Unfortunately, for any sample of the population, a percentage will behave recklessly, and a larger percentage will behave without great thought for the effect of their actions on those around them. Thus, if there are more bicyclists, unicyclists, 4X4 drivers, off road pogostickers or whatever, there will be more people doing those activities in a reckless or thoughtless way.
The result could be the introduction of regulation which would tend to affect the more conscientious participants in the sport but would probably be ignored or subverted by the reckless or thoughtless ones who had provoked it.
I’m not sure the link earlier on this thread was to ‘alarmist propaganda’. However, it may have exaggerated the risks to some extent. Sometimes this is ‘necessary’ to bring an issue to the public’s attention in time. Too much too soon may be better than too little too late.
As an occasional off road 4x4 driver, my thought is that the ‘on road’ drivers have ‘caused’ more destruction of the hills they love. They drive into those hills along tarmac roads, sometimes over bridges or through cuttings, and park in big tarmac or gravel carparks which spoil the view for everybody. They then get out of those cars and walk, and you only have to see the deep churned up mud around most farm gates and stiles to see how much damage that causes.
But for us, I suggest that unicycling is unlikely to become popular enough to be specifically mentioned in legislation, and it is ‘oddball’ enough that most people will smile indulgently rather than complain.
But there is an onus on all of us to be careful when and how we ride. If you cause a nuisance you may provoke a complaint. Spend all day trashing a scree slope in a popular beauty spot, or disrupting the foliage in the municipal raised flower beds and you have only yourself to blame when you are criticized.
Ride considerately, stop and wait for large groups of pedestrians and for any horse riders, and you will get away with a lot.
In a crowded planet all our freedoms are privileges, not rights. As the Judge said in a slightly different context, ‘Your freedom to put your fist wherever you like must be limited by another person’s freedom to put his chin wherever he wants.’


> ASSIGNMENT: Please copy out every line in the entries that includes the word "minuend".

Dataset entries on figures
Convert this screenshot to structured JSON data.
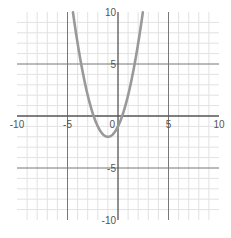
{
  "chart_data": {
    "type": "line",
    "title": "",
    "xlabel": "",
    "ylabel": "",
    "xlim": [
      -10,
      10
    ],
    "ylim": [
      -10,
      10
    ],
    "grid": true,
    "minor_grid_step": 1,
    "major_grid_step": 5,
    "x_tick_labels": [
      {
        "value": -10,
        "label": "-10"
      },
      {
        "value": -5,
        "label": "-5"
      },
      {
        "value": 0,
        "label": "0"
      },
      {
        "value": 5,
        "label": "5"
      },
      {
        "value": 10,
        "label": "10"
      }
    ],
    "y_tick_labels": [
      {
        "value": 10,
        "label": "10"
      },
      {
        "value": 5,
        "label": "5"
      },
      {
        "value": -5,
        "label": "-5"
      },
      {
        "value": -10,
        "label": "-10"
      }
    ],
    "series": [
      {
        "name": "y = x^2 + 2x - 1",
        "function": "x^2 + 2x - 1",
        "color": "#999999",
        "x": [
          -4.46,
          -4,
          -3.5,
          -3,
          -2.5,
          -2,
          -1.5,
          -1,
          -0.5,
          0,
          0.5,
          1,
          1.5,
          2,
          2.46
        ],
        "y": [
          10,
          7,
          4.25,
          2,
          0.25,
          -1,
          -1.75,
          -2,
          -1.75,
          -1,
          0.25,
          2,
          4.25,
          7,
          10
        ]
      }
    ],
    "colors": {
      "minor_grid": "#e2e2e2",
      "major_grid": "#777777",
      "axis": "#555555"
    }
  }
}
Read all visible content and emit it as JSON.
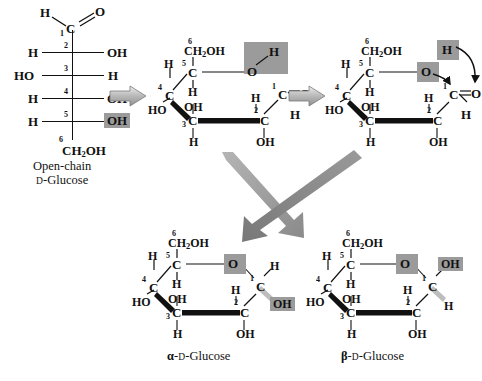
{
  "figure": {
    "type": "chemical-reaction-scheme",
    "background": "#ffffff",
    "highlight_color": "#9b9b9b",
    "arrow_color": "#8c8c8c"
  },
  "structures": {
    "open_chain": {
      "name": "Open-chain D-Glucose",
      "caption_line1": "Open-chain",
      "caption_line2_prefix": "D",
      "caption_line2_suffix": "-Glucose",
      "carbons": [
        {
          "n": "1",
          "label": "C",
          "left": "H",
          "right": "O",
          "bond": "double"
        },
        {
          "n": "2",
          "label": "",
          "left": "H",
          "right": "OH"
        },
        {
          "n": "3",
          "label": "",
          "left": "HO",
          "right": "H"
        },
        {
          "n": "4",
          "label": "",
          "left": "H",
          "right": "OH"
        },
        {
          "n": "5",
          "label": "",
          "left": "H",
          "right": "OH",
          "highlight": true
        },
        {
          "n": "6",
          "label": "CH2OH"
        }
      ]
    },
    "open_ring": {
      "name": "coiled open-chain intermediate",
      "c6": "CH2OH",
      "c5": "C",
      "c4": "C",
      "c3": "C",
      "c2": "C",
      "c1": "C",
      "o_ring": "O",
      "o_h": "H",
      "c1_carbonyl_o": "O",
      "c1_h": "H",
      "c2_oh": "OH",
      "c2_h": "H",
      "c3_h": "H",
      "c3_oh": "OH",
      "c4_h": "H",
      "c4_ho": "HO",
      "c5_h": "H",
      "highlights": [
        "o_ring",
        "o_h"
      ]
    },
    "attack": {
      "name": "nucleophilic attack intermediate",
      "c6": "CH2OH",
      "o_ring": "O",
      "o_h": "H",
      "c1_carbonyl_o": "O",
      "c1_h": "H",
      "c2_oh": "OH",
      "c2_h": "H",
      "c3_h": "H",
      "c3_oh": "OH",
      "c4_ho": "HO",
      "c4_h": "H",
      "c5_h": "H",
      "arrows": [
        "O-to-C1",
        "H-to-O"
      ],
      "highlights": [
        "o_ring",
        "o_h"
      ]
    },
    "alpha": {
      "name": "alpha-D-Glucose",
      "caption_alpha": "α",
      "caption_mid": "-",
      "caption_d": "D",
      "caption_rest": "-Glucose",
      "c6": "CH2OH",
      "o_ring": "O",
      "c1_h": "H",
      "c1_oh": "OH",
      "c2_oh": "OH",
      "c2_h": "H",
      "c3_h": "H",
      "c3_oh": "OH",
      "c4_ho": "HO",
      "c4_h": "H",
      "c5_h": "H",
      "highlights": [
        "o_ring",
        "c1_oh"
      ],
      "anomeric_oh_position": "down"
    },
    "beta": {
      "name": "beta-D-Glucose",
      "caption_beta": "β",
      "caption_mid": "-",
      "caption_d": "D",
      "caption_rest": "-Glucose",
      "c6": "CH2OH",
      "o_ring": "O",
      "c1_oh": "OH",
      "c1_h": "H",
      "c2_oh": "OH",
      "c2_h": "H",
      "c3_h": "H",
      "c3_oh": "OH",
      "c4_ho": "HO",
      "c4_h": "H",
      "c5_h": "H",
      "highlights": [
        "o_ring",
        "c1_oh"
      ],
      "anomeric_oh_position": "up"
    }
  },
  "arrows": {
    "step1": "block-arrow-right",
    "step2": "block-arrow-right",
    "to_alpha": "block-arrow-diagonal-down-left",
    "to_beta": "block-arrow-diagonal-down-right"
  },
  "atoms": {
    "C": "C",
    "H": "H",
    "O": "O",
    "OH": "OH",
    "HO": "HO",
    "CH": "CH",
    "two": "2",
    "OHtail": "OH"
  },
  "numbers": {
    "n1": "1",
    "n2": "2",
    "n3": "3",
    "n4": "4",
    "n5": "5",
    "n6": "6"
  }
}
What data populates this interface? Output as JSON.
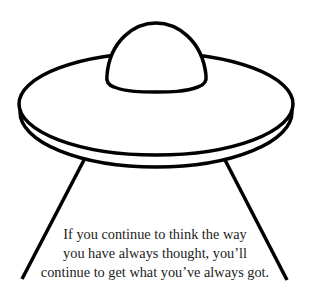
{
  "illustration": {
    "subject": "ufo-saucer-with-beam",
    "stroke_color": "#000000",
    "fill_color": "#ffffff"
  },
  "quote": {
    "lines": [
      "If you continue to think the way",
      "you have always thought, you’ll",
      "continue to get what you’ve always got."
    ],
    "color": "#222222"
  }
}
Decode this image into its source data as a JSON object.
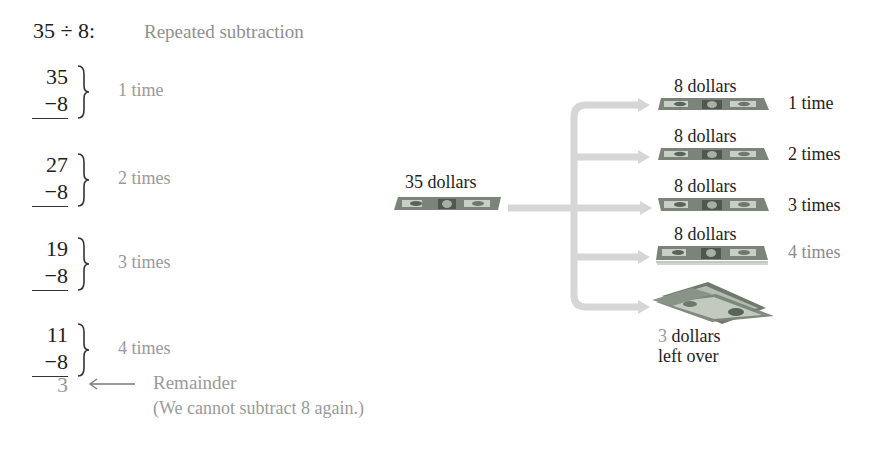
{
  "header": {
    "expression": "35 ÷ 8:",
    "method": "Repeated subtraction"
  },
  "steps": [
    {
      "minuend": "35",
      "subtrahend": "−8",
      "label": "1 time"
    },
    {
      "minuend": "27",
      "subtrahend": "−8",
      "label": "2 times"
    },
    {
      "minuend": "19",
      "subtrahend": "−8",
      "label": "3 times"
    },
    {
      "minuend": "11",
      "subtrahend": "−8",
      "label": "4 times"
    }
  ],
  "remainder": {
    "value": "3",
    "arrow_icon": "left-arrow-icon",
    "label": "Remainder",
    "note": "(We cannot subtract 8 again.)"
  },
  "money_diagram": {
    "source_label": "35 dollars",
    "groups": [
      {
        "amount": "8 dollars",
        "count_label": "1 time"
      },
      {
        "amount": "8 dollars",
        "count_label": "2 times"
      },
      {
        "amount": "8 dollars",
        "count_label": "3 times"
      },
      {
        "amount": "8 dollars",
        "count_label": "4 times"
      }
    ],
    "leftover": {
      "digit": "3",
      "line1_rest": " dollars",
      "line2": "left over"
    },
    "colors": {
      "arrow": "#d6d6d6",
      "bill_base": "#6f7a6c",
      "text_dark": "#1e1e1e",
      "text_gray": "#9a9a9a"
    }
  }
}
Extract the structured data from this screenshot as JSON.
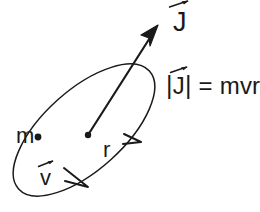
{
  "figure": {
    "background_color": "#ffffff",
    "stroke_color": "#1a1a1a"
  },
  "labels": {
    "angular_momentum_vector": "J",
    "magnitude_equation": {
      "left_bar": "|",
      "symbol": "J",
      "right_bar": "|",
      "tail": "= mvr",
      "full": "|J| = mvr"
    },
    "mass": "m",
    "radius": "r",
    "velocity_vector": "v"
  },
  "icons": {
    "vector_arrow": "vector-arrow-accent",
    "orbit": "ellipse-orbit",
    "mass_point": "filled-dot",
    "center_point": "filled-dot",
    "j_arrow": "arrow-up-right",
    "motion_arrowheads": "direction-of-motion-arrowhead"
  },
  "geometry": {
    "orbit_ellipse": {
      "center_x": 84,
      "center_y": 130,
      "radius_x": 88,
      "radius_y": 40,
      "rotation_deg": 42
    },
    "center_dot": {
      "x": 88,
      "y": 135,
      "r": 3.2
    },
    "mass_dot": {
      "x": 38,
      "y": 137,
      "r": 3.4
    },
    "j_vector": {
      "x1": 88,
      "y1": 135,
      "x2": 157,
      "y2": 27
    }
  }
}
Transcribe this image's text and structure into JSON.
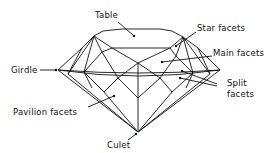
{
  "diagram": {
    "labels": {
      "table": "Table",
      "star_facets": "Star facets",
      "main_facets": "Main facets",
      "girdle": "Girdle",
      "split_facets_line1": "Split",
      "split_facets_line2": "facets",
      "pavilion_facets": "Pavilion facets",
      "culet": "Culet"
    },
    "colors": {
      "line": "#111111",
      "background": "#ffffff"
    }
  }
}
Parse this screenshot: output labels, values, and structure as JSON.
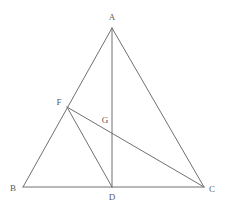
{
  "figure": {
    "type": "geometry-diagram",
    "width": 225,
    "height": 209,
    "background_color": "#ffffff",
    "stroke_color": "#707070",
    "label_color": "#5a5a5a",
    "stroke_width": 1
  },
  "points": {
    "A": {
      "label": "A",
      "x": 112,
      "y": 28,
      "label_x": 112,
      "label_y": 17
    },
    "B": {
      "label": "B",
      "x": 23,
      "y": 187,
      "label_x": 13,
      "label_y": 188
    },
    "C": {
      "label": "C",
      "x": 204,
      "y": 187,
      "label_x": 212,
      "label_y": 189
    },
    "D": {
      "label": "D",
      "x": 112,
      "y": 187,
      "label_x": 112,
      "label_y": 197
    },
    "F": {
      "label": "F",
      "x": 67,
      "y": 107,
      "label_x": 59,
      "label_y": 102
    },
    "G": {
      "label": "G",
      "x": 112,
      "y": 128,
      "label_x": 105,
      "label_y": 120
    }
  },
  "segments": [
    {
      "name": "segment-AB",
      "from": "A",
      "to": "B",
      "x1": 112,
      "y1": 28,
      "x2": 23,
      "y2": 187
    },
    {
      "name": "segment-AC",
      "from": "A",
      "to": "C",
      "x1": 112,
      "y1": 28,
      "x2": 204,
      "y2": 187
    },
    {
      "name": "segment-BC",
      "from": "B",
      "to": "C",
      "x1": 23,
      "y1": 187,
      "x2": 204,
      "y2": 187
    },
    {
      "name": "segment-AD",
      "from": "A",
      "to": "D",
      "x1": 112,
      "y1": 28,
      "x2": 112,
      "y2": 187
    },
    {
      "name": "segment-FD",
      "from": "F",
      "to": "D",
      "x1": 67,
      "y1": 107,
      "x2": 112,
      "y2": 187
    },
    {
      "name": "segment-FC",
      "from": "F",
      "to": "C",
      "x1": 67,
      "y1": 107,
      "x2": 204,
      "y2": 187
    }
  ]
}
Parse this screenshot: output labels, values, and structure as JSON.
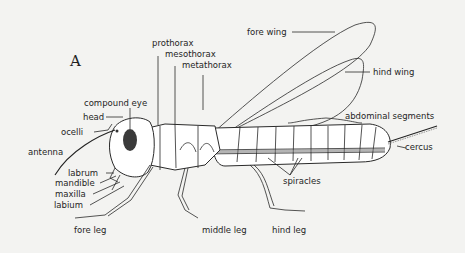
{
  "figure": {
    "panel_label": "A",
    "labels": {
      "prothorax": "prothorax",
      "mesothorax": "mesothorax",
      "metathorax": "metathorax",
      "fore_wing": "fore wing",
      "hind_wing": "hind wing",
      "compound_eye": "compound eye",
      "head": "head",
      "ocelli": "ocelli",
      "antenna": "antenna",
      "labrum": "labrum",
      "mandible": "mandible",
      "maxilla": "maxilla",
      "labium": "labium",
      "fore_leg": "fore leg",
      "middle_leg": "middle leg",
      "hind_leg": "hind leg",
      "abdominal_segments": "abdominal segments",
      "cercus": "cercus",
      "spiracles": "spiracles"
    },
    "colors": {
      "background": "#f3f3f1",
      "ink": "#1f1f1f",
      "eye": "#3a3a3a"
    }
  }
}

> RESPONSE TO THE TASK:
      "minuend": "35",
      "minuend": "27",
      "minuend": "19",
      "minuend": "11",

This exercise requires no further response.